Pope Francis spent his first day as pontiff paying his hotel bill and catching the bus.
Much has been made of the 76-year-old’s humility and modesty, previously winning praise for eschewing the trappings of office for a frugal life in Buenos Aires, where he was archbishop.
Yesterday the former Cardinal Jorge Mario Bergoglio began as he means to go on.
Before celebrating mass at the Sistine Chapel he enjoyed an unannounced early morning visit to a Roman basilica dedicated to the Virgin Mary and prayed before a Byzantine icon of the Madonna and infant Jesus.
He then crossed the road to greet schoolchildren and commuters travelling to work.
Later, the railway worker’s son stopped by a Vatican-owned priests’ residence in Piazza Navona to collect his luggage.
Pope Francis was driven in an unremarkable car, not the papal limousine, and asked if he needed to pay the bill.
In the hours after his election he shunned the special sedan that was to ferry him to meet the cardinals.
Instead, he chose to travel on a minibus with the cardinals.
When he arrived he refused an elevated platform that he was supposed to meet them from, US Cardinal Timothy Dolan said.
Experts said Pope Francis was deemed the right man for the job because of his ability to unite modernising and conservative elements of the church.
Yesterday, a revealing insight was provided into what Pope Francis may believe about the sovereignty of the Falkland Islands whose residents last week voted overwhelmingly to stay British.
The Rt Rev David Leake, a former Anglican Bishop of Argentina, got to know Jorge Bergoglio, as he was then known, when he served between 1990 and 2002.
Mr Leake, who now lives in Norfolk and last saw him in 2002, described him as a “humble man” and said he and the Pope regarded the Falkland Islands as Las Malvinas.
“It is not something we talked about often, but we were both Argentine born and throughout our education it was ingrained in us that the islands are Argentinian,” he said.

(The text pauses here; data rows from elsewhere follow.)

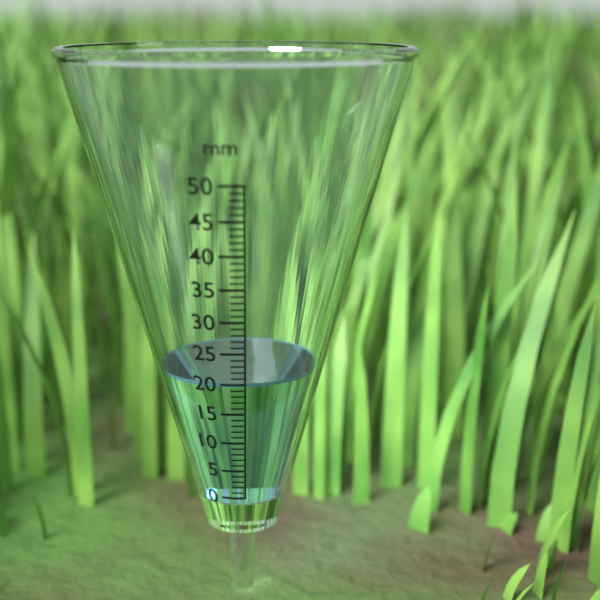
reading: 20 mm
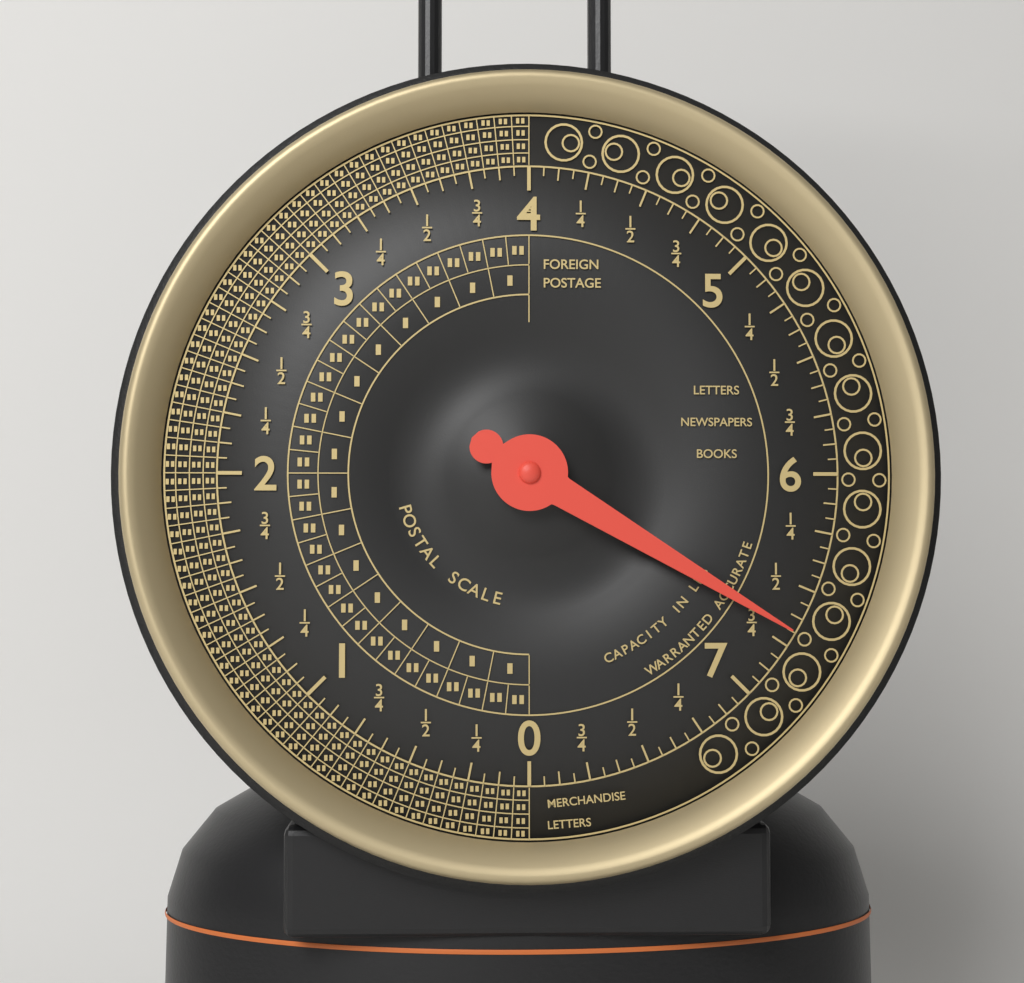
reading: 6.6875 lbs
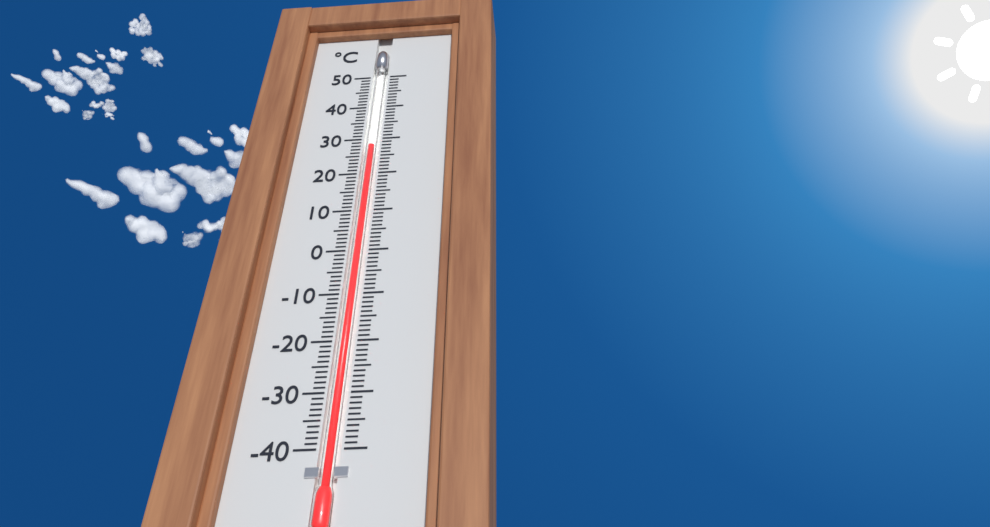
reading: 28 °C
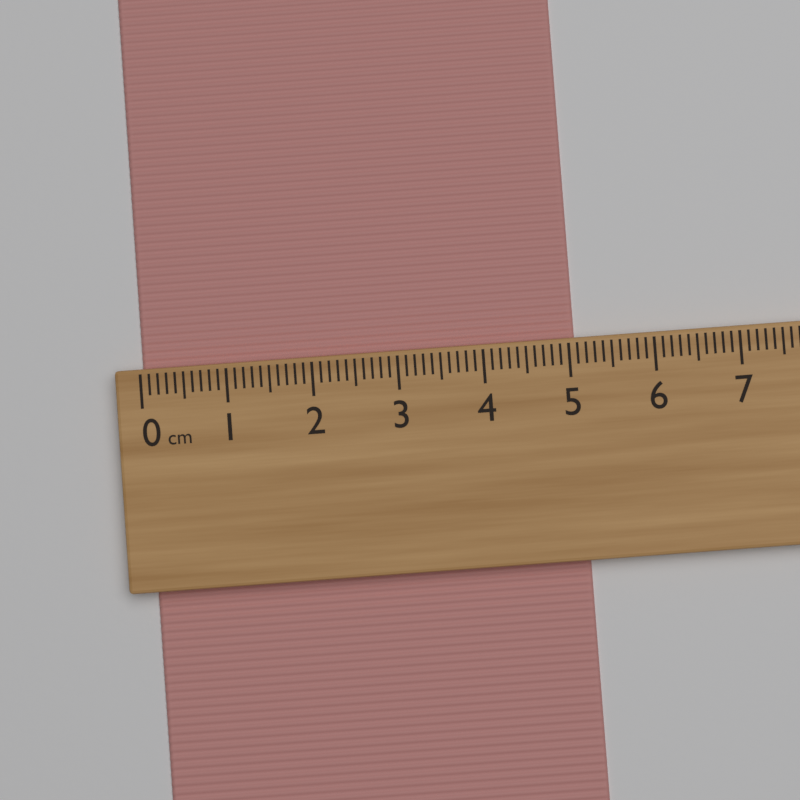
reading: 5.1 cm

“That belief will persist for both of us to this day, although we may believe there are better diplomatic means which could be pursued.”
As the 266th pope and the first to come from Latin America, Pope Francis is now tasked with reviving Catholicism in a time of growing secularism.
He also needs to steer the church away from turmoil.
It has been beset by the clerical sex abuse scandal, internal divisions and dwindling membership in parts of the world where Christianity had been strong for centuries.
He is expected to be officially installed on Tuesday and is due to meet his predecessor Pope Emeritus Benedict XVI today.